Rethinking the ‘plaza’: Designer sought for downtown law enforcement memorial

Mike Wolanin | The Republic Members of the Columbus Police Department and Bartholomew County Sheriff’s Department color guard march away from POW/MIA Plaza at the end of the annual Law Enforcement Memorial Service to honor fallen law enforcement officers in Columbus, Ind., Friday, May 19, 2023.

Mike Wolanin | The Republic Members of the Columbus Police Department and Bartholomew County Sheriff’s Department color guard march away from POW/MIA Plaza at the end of the annual Law Enforcement Memorial Service to honor fallen law enforcement officers in Columbus, Ind., Friday, May 19, 2023.

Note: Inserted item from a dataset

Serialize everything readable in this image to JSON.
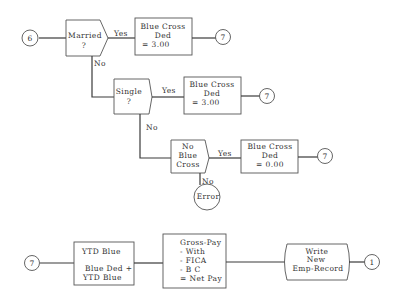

The city of Columbus and the Landmark Columbus Foundation are continuing to look at potential updates for a memorial area in downtown Columbus.

Redevelopment Director Heather Pope said the city is working with Richard McCoy and Laura Garrett of Landmark Columbus to issue a request for qualifications for a landscape architect for the endeavor, which concerns two plazas located on the north and south sides of State Road 46, just a little distance northeast of the Robert N. Stewart Bridge before it becomes Second Street.

City Director of Administration and Community Development Mary Ferdon said in a previous interview that the north side is the POW/MIA Plaza or the “law enforcement plaza,” and the south side is the Robert D. Gartons Veterans Plaza. Viewed from above, the two halves form a circle.

According to Pope, the plaza area was designed by Michael Van Valkenburgh, the same landscape architect who designed Mill Race Park.

“Richard McCoy has had some conversations with Van Valkenburgh and some other landscape architects,” Pope said at the Columbus Redevelopment Commission’s June 26 meeting. “And so what we’re doing is putting together a RFQ, a request for qualifications. And Richard and Laura will help and get those out in front of some qualified landscape architects, see if this is something that they would be interested in. It’s, in their world, a small project, but still a valuable project to us.”

Some community residents have expressed interest in updating the plazas and specifically making the POW/MIA Plaza more accessible so that viewers don’t have to cross as many lanes of traffic to reach the site, she said.

Ferdon said in a previous interview that the city was approached by a POW/MIA recognition group about potential changes to the north plaza in 2019 and 2020. As the city considered this, they realized that there were a number of stakeholders who should be engaged with the project.

“The sheriff and the police department do a ceremony every year, and ‘Crack the Whip’ (sculpture) is on it,” she said. “So we started just looking at the north side and realized that … the south side of Second Street, the Robert Garton Plaza, is really part of that original plaza design, years ago.”

In considering stakeholder engagement, city officials spoke with Britt Brewer from Indiana University’s J. Irwin Miller Architecture Program, which has a class on Community and Coalition Building. In the fall of 2021, Brewer had students interview stakeholders about their opinions of the site and ideas for its future use. This included the Bartholomew County Sheriff’s Department, the Columbus Police Department, Robert and Barb Garton, and the POW/MIA group.

The purpose of this process, said Ferdon, was to understand how the two plazas are used and how they may be used in the future.

“Once we got that information back from IU, we realized that it would really be great to have someone local who could take that information and synthesize it and help us figure out kind of next steps,” said Ferdon.

This led the city to speak with McCoy and Garrett about having the Landmark Columbus Foundation’s Columbus Design Institute take over the project and create a design development team.

Pope said in a previous interview that the commission could potentially use some of its Tax Increment Financing dollars to fund infrastructure improvements at the site.